Noël
(Christmas)

Celebrations during the winter season were common, long before Christmas was celebrated on December 25th. Christmas was a movable feast and was celebrated many different times during the year. Not until Pope Julius I in the 4th century AD choose December 25th because it coincided with the pagan rituals of Winter Solstice or "Return of the Sun". The purpose was to replace the pagan celebration with the Christian one.


CHRISTMAS SPECIALTIES
Christmas Trees Christmas Pudding White Candy Cane
Gingerbread Man    


The first decorated tree was at Riga in Latvia, in 1510. In 1521 in Alsace, France (then in the German territory) the tree was introduced to the local courtesans by Princess Hélène de Mecklembourg who brought one with her to Paris after her marriage to the Duke of Orleans. Ten years later, the first printed mentioning of Christmas trees was published. In the early 16th century, Martin Luther is said to have decorated a small Christmas Tree with candles, to show his children how the stars twinkled through the dark night.

With the 17th century came a surge of inventiveness in the field of Christmas decoration. Christmas markets were held in German towns to provide villagers with gifts, food, and holiday trinkets to place on their trees. Bakers made gingerbread in various shapes and molded wax ornaments for the villagers to purchase. The most accurate record of such a fair was by a visitor to Strasbourg in 1601. In his notes, he made mention of a tree covered in wafers, sugar-twists, and paper flowers in all colors. The variety of color is significant because earlier Christmas trees were symbolic of the Paradise Tree in the Garden of Eden. Traditionally, food adorning these trees represented plenty while only two colors of flowers were used, red for knowledge and white for innocence. Tinsel was invented in Germany around 1610. At that time real silver was used, and machines were invented which pulled the silver out into the wafer thin strips for tinsel. Silver was durable, but tarnished quickly, especially with candlelight. Attempts were made to use a mixture of lead and tin, but this was heavy and tended to break under its own weight so was not so practical. So silver was used for tinsel right up to the mid-20th century.

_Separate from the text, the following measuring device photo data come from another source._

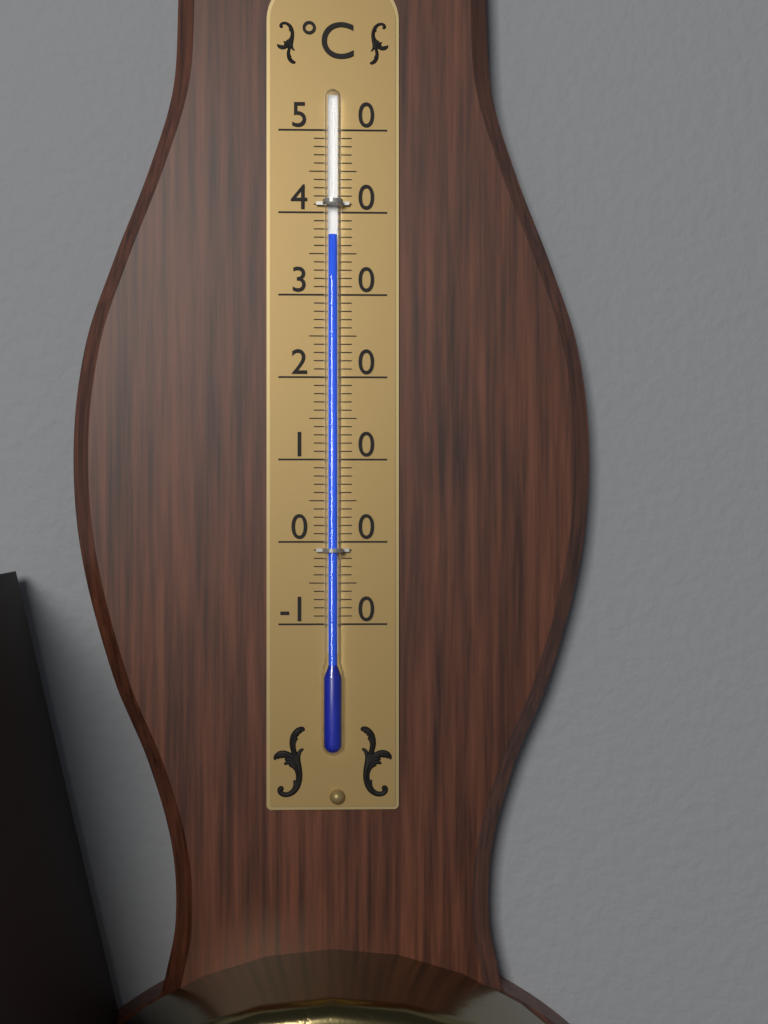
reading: 37 °C
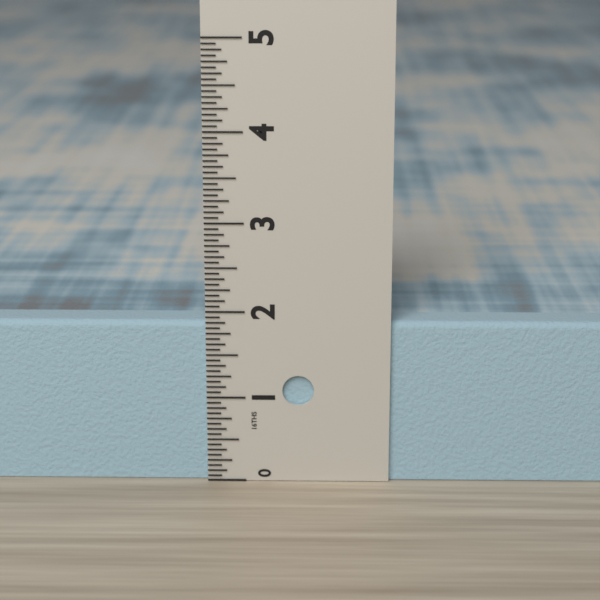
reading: 1.8750 in
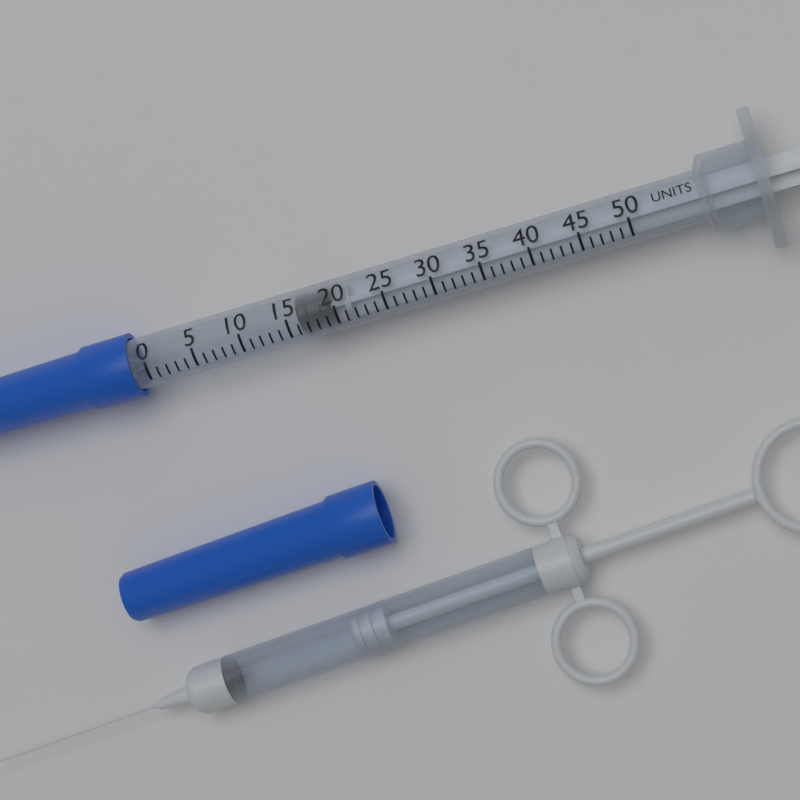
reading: 16 units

The Christmas pudding originated as a porridge in the 14th century. It was made of beef, mutton, raisins, currants, prunes, wine, and mixed spices. It was eaten as a fasting dish before the Christmas celebrations began. In the 16th century, it became known as plum pudding when spirits and dried fruit were added along with eggs to thicken it. The meat ingredients had also been removed. In 1664, it was banned by the Puritans as a lewd custom unfit for people who followed the ways of God, but was reintroduced by George I in 1714 after he had tried it and thought it was delicious.

Legend has it that in 1670, the choirmaster at the Cologne Cathedral handed out sugar sticks among his young singers to keep them quiet during the long Living Creche ceremony. In honor of the occasion, he had the candies bent into shepherds’ crooks.

From its very beginning gingerbread has been a fairground delicacy. Certain shapes were associated with different seasons: buttons and flowers were found at Easter fairs, and animals and birds were a feature in Autumn. There is also more than one village tradition in England requiring unmarried women to eat gingerbread "husbands" at the fair if they are to stand a good chance of meeting a real husband. Gingerbread-making was eventually recognized as a profession in itself. In the seventeenth century, gingerbread bakers had the exclusive right to make it, except at Christmas and Easter. In 1571, French bakers of pain d'epices (noteworthy recipes that came from Dijon, Reims and Paris) even won the right to their own guild, or professional organization, separate from the other pastry cooks and bakers. In Paris a gingerbread fair was held from the eleventh century until the nineteenth century at an abbey where monks sold gingerbread cut into the shape of pigs.